I don't mind a "Hi." followed by some [user is typing] followed by the actual question. It's the naked "hi" with nothing else. The "hi" that's just dropped there awaiting me to confirm that I'm now a part of a conversation I know nothing about.
Emails have subject lines and require the sender to write out what they want. Phone calls leave me the option to pick up or let go to VM if I'm not available. But DMs are the worst of those two: text like an email, realtime like a phone call.
For some reason those seem to correlate with users who want me to do their work for them, or are about to drop a request that I have no time for—and don't even have the time to explain why it's not my domain or a good fit for my schedule. These are requests I'd love to get via email so I can respond on my own time. Or as a voicemail. Or even as a written out DM.
But not as another message in "a conversation we're having now."
Was it a nuisance when work from home started more and more people switched over to this pattern.
Nowadays I am just fed up with it.
But it might be because after 23 months we (the company I am working for) still haven't been able to learn how to replace most meetings with forms that don't take up that much synchronous time.
Most meetings I am in could be at least cut short when prepared up front by a document that enables commenting. Then one could discuss ideas and not need to generate them on the fly.
And then there are the few cases where the need is to brainstorm. These can be fun. And I like them. But they are for cases when the map/way/ideas are yet unknown.
When the path is more clear things imho should be more asynchronously organized.
On IRC this is called "scrolling" and depending on your relationship with the person you can ask them if someone is playing a joke by hooking their enter key up to their spacebar.
In general I think what's happening is a tell that a person doesn't act with fully-formed thoughts when they open their mouth.
I pretty much agree with the other comments against people just saying 'hi' and nothing else. But this made it click to me.
I think many of the people who do this are the same who drop by your desk and ask for a random thing, without taking the time to ask whether you're available or not. This is the same thing, just moved online.

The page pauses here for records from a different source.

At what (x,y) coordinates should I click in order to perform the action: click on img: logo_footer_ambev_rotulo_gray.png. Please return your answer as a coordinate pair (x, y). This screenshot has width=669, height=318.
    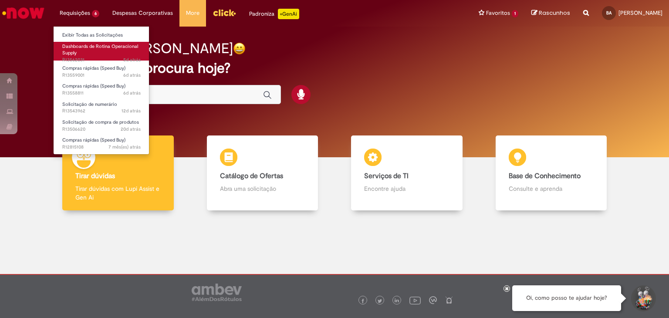
    Looking at the image, I should click on (217, 292).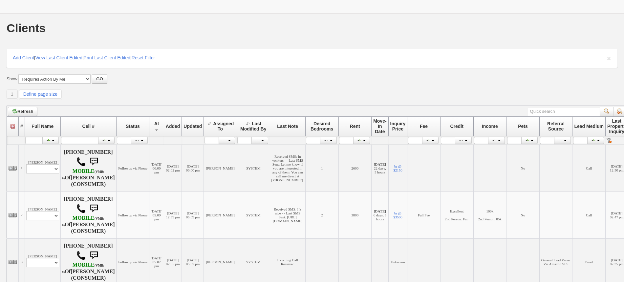  What do you see at coordinates (380, 126) in the screenshot?
I see `span: Move-In Date` at bounding box center [380, 126].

Also, bonus points for people who just say 'hi', you say hi back, and they never reply anything. Reminds me of people in person who would come up to your desk, say hi, while at the same time frantically typing on their phones and making you wait.
I completely understand where you are coming from. But rest assured, your politeness is stressing the people around you and lack of it will at worst perceived as rushness.
I like to be friendly but also to not to waste time by doing some kind of weird manual slack handshake protocol.